ANALYSIS

Environmental disasters in post-Soviet states:
a renewed source of nationalist sentiment


by Paul Goble
RFE/RL Globe

Environmental disasters - some left over from Soviet times, others the product of the actions of weak new governments and still others the result of the activities of foreign firms - may reignite nationalist passions in many post-Soviet states.

There are three reasons behind this somewhat surprising conclusion.

First, as a recently released poll shows, citizens in the post-Soviet states appear even more concerned about the environment than residents of other countries around the world.

Second, the leaders of many of the national movements in these countries started as environmental activists in Soviet times and thus are now simply returning to their roots as a result of new ecological disasters.

And third, the media have increasingly focused attention on such disasters, especially when corrupt local officials or foreign firms appear to be to blame.

The United States Information Agency last month released the results of two surveys its researchers conducted in late 1997 in Russia, Ukraine and Kazakstan on popular attitudes toward environomental issues. Those polls found that majorities in all three countries - including more than 65 percent in Russia - said they favor protecting the environment even if doing so meant they would have to put up with slower economic growth. Such support for environmental activism would be impressive anywhere; it is especially striking in countries whose economic situation is anything but good.

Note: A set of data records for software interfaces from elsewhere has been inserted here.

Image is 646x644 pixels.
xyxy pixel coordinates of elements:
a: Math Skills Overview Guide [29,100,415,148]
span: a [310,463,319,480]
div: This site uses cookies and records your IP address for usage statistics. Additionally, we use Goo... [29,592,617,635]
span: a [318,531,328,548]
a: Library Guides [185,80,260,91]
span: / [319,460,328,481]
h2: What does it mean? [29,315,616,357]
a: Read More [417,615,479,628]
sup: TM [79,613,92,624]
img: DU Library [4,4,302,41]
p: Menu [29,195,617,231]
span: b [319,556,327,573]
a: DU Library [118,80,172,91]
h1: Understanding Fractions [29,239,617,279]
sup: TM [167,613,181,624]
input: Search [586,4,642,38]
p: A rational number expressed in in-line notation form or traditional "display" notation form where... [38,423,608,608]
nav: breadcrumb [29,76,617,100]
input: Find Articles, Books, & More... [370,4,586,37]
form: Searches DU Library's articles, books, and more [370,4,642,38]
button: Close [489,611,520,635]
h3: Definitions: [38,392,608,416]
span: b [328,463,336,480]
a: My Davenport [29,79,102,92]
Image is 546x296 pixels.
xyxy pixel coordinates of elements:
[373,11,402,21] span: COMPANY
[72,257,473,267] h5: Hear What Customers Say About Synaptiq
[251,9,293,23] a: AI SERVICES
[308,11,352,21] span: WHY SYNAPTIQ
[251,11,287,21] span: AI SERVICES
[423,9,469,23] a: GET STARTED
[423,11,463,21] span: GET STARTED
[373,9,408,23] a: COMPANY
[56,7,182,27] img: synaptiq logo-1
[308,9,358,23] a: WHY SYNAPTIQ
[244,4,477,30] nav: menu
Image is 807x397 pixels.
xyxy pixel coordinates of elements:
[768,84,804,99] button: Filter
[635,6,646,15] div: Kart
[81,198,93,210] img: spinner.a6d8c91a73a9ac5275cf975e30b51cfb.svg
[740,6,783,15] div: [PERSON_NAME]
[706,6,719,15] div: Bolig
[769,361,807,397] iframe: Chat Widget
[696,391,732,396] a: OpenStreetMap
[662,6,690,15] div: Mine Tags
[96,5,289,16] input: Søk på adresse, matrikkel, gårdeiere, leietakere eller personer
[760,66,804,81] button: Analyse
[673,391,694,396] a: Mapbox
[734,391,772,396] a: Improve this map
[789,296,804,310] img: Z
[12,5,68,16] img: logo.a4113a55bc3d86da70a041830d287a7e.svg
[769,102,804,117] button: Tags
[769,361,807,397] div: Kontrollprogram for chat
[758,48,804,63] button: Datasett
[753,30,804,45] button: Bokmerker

In addition, the survey showed that the citizens of these three countries are extremely critical of what their respective governments are doing to clean up environmental pollution. Some 70 percent of Kazaks, 85 percent of Russians and a similar percentage of Ukrainians felt their national governments were doing a poor job in this respect.

Not surprisingly, politicians both in power and in opposition are sensitive to such attitudes, seeing them either as a threat or an opportunity. And that is particularly the case with those political figures who began their careers as spokesmen for ecological causes in Soviet times.

In the 1960s and 1970s, environmental concerns were among the few issues that opposition groups, especially in the non-Russian regions, could raise without running afoul of the Soviet state. Many of these environmental activists subsequently became active in the preservation of historical monuments when that became possible. And, later still, they adopted an openly nationalist agenda as the Soviet state crumbled around them.

Now, in the post-Soviet environment, these same people are drawing strength from others appalled by the environmental degradation visited upon them by past Soviet practices, by the failure of their own governments to prevent new disasters, and by the poor ecological record of many Western firms now operating in these countries. And, just as in Soviet times, they are focusing attention not so much on the environment in general, but on conditions in their own country or even in one part of it. According to the USIA poll, only one person in 50 is concerned about global climate change, but virtually everyone is worried about more immediate environmental degradation.

The media in these countries are playing up these issues, frequently with an increasingly nationalist gloss directed either at the Soviet past, an uncaring and corrupt local regime or foreign firms. Recently, for example, the press in Kyrgyzstan has called attention to the environmental disaster visited on that country's Lake Issyk-Kul by a Kyrgyz-Canadian gold-mining concern. Ukrainian media have continued to discuss the fallout from the Chornobyl nuclear accident - a disaster made all the worse by Soviet policies and the West's unwillingness to help. And the Georgian media have raised questions about the consequences for that country if Turkey builds a dam on the border between the two countries.

Many both in the West and in these countries may be inclined to dismiss such concerns as relatively unimportant to the political life of this region. But the experience of these countries in the past and the intense feelings that environmental issues can still arouse point to a different conclusion.

They suggest that future environmental disasters in this region may quickly lead to a nationalist response, particularly if those responsible are individuals and groups from abroad. That conclusion, in turn, indicates that anyone seeking to do business with those countries must be especially environmentally responsible to avoid unleashing a popular movement that no one will be able to control.


Paul Goble is publisher of RFE/RL Newsline.